Even his challenge to Stefanik, which drew a public shot from Trump, allowed Roy to burnish his credentials as a conservative willing to take on the establishment. He notes that his first act as a congressman was to back Jim Jordan over Kevin McCarthy to be minority leader, and Roy won’t commit now to voting for McCarthy as speaker in 2023 if Republicans take the House: “I never commit to those sorts of things ahead of time.” Asked if he would rule out running for any spot in House leadership, including speaker if the GOP wins a majority, Roy says: “I would never rule anything out. I would never suggest to you that . . . that’s what my focus is here.”

Although he’s mostly gotten back on track with the GOP base, the one thing Roy hasn’t done is recant his criticism of Trump’s efforts to overturn the election. “I spoke loudly and forcefully about what I believe because I believe it’s my duty to do that,” Roy says.

The question hanging over the Republican Party is what happens if Trump runs again in 2024. If he does, and suffers a defeat, will he try to overturn it as illegitimate, 2020-style? It remains extremely unlikely that he could get Congress to do so. There were many guardrails that stopped him from getting close in 2020: The courts, many GOP state legislators, state and local election officials, and pro-Trump governors refused to go along with the scheme. The current terms of Republican senators who strongly opposed Trump’s post-election efforts — Ben Sasse, Susan Collins, Mitch McConnell, Tom Cotton, Bill Cassidy, and others — don’t expire until 2027.

But it’s worth taking seriously the small chance of a catastrophic event. If history repeats itself in 2024 but some of the guardrails fail, it could depend on Republican senators and congressmen like Roy to ensure that America remains a republic.

What does Roy say to voters concerned that Republicans would go along with a scheme to overturn the results of the Electoral College in 2024 if they control Congress and had the power to do it?

He answers at first by saying that, “if Joe Biden continues to do what he does, then you’re gonna have a landslide along the lines of 1980 in the wake of Jimmy Carter. . . . That’s what I actually believe. I don’t think it will be close.”

“To answer your question directly, there’s a reason I took the position I took,” Roy continues. “The rule of law must govern. The rule of law must be what decides.
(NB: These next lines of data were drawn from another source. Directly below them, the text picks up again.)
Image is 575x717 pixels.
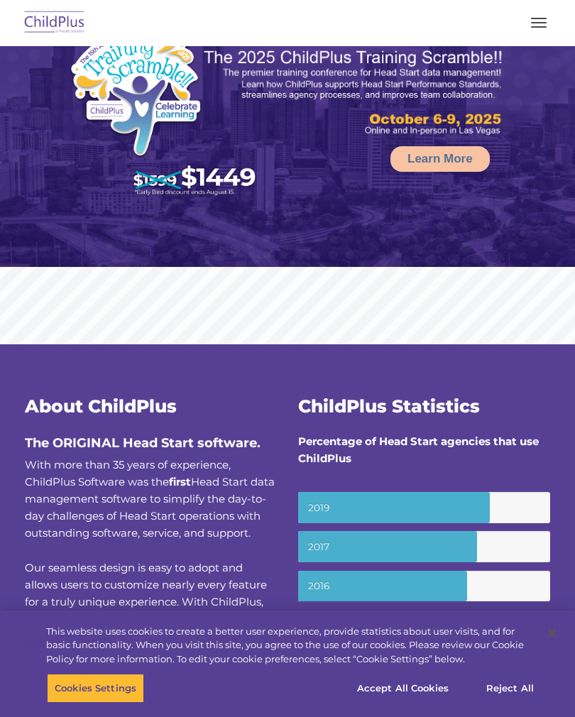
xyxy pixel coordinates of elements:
[25,561,272,677] span: Our seamless design is easy to adopt and allows users to customize nearly every feature for a tru...
[537,618,568,649] button: Close
[466,673,555,703] button: Reject All
[21,6,88,40] img: ChildPlus by Procare Solutions
[25,396,177,417] span: About ChildPlus
[298,571,550,602] small: 2016
[349,673,457,703] button: Accept All Cookies
[391,146,490,172] a: Learn More
[298,435,539,465] strong: Percentage of Head Start agencies that use ChildPlus
[25,435,261,451] span: The ORIGINAL Head Start software.
[47,673,144,703] button: Cookies Settings
[298,531,550,562] small: 2017
[298,396,480,417] span: ChildPlus Statistics
[46,625,535,667] div: This website uses cookies to create a better user experience, provide statistics about user visit...
[169,475,191,489] b: first
[25,458,275,540] span: With more than 35 years of experience, ChildPlus Software was the Head Start data management soft...
[298,492,550,523] small: 2019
I neither want, you know, a Nancy Pelosi House of Representatives to make a determination over the will and interest of Texans in terms of our electors any more than I want a hypothetical Republican” leader to do the same.

“Under the Twelfth Amendment of the Constitution, the states send us the electors, and then we count the electors,” he says. “Otherwise our whole federal system gets turned on its head, and we’re more like a parliament than we are a republic.”

Roy notes that the Electoral Count Act of 1887 ought to come into play only when states send competing slates of electors, as has occurred on rare occasions in U.S. history. But what if a GOP-controlled state legislature actually did send a competing slate of electors to Washington in 2024?

Roy notes that the courts would litigate contested claims, but if members of Congress were actually presented with competing slates of electors, “you choose to accept or reject either of those slates of electors. . . . Then we just have to use our judgment based on the statute.”

How can Roy assure his constituents that his best judgment would be to vote to certify the electors of the candidate who actually received the most votes in a contested state? Roy says simply, pointing to his votes on January 6: “Because that’s what I did.”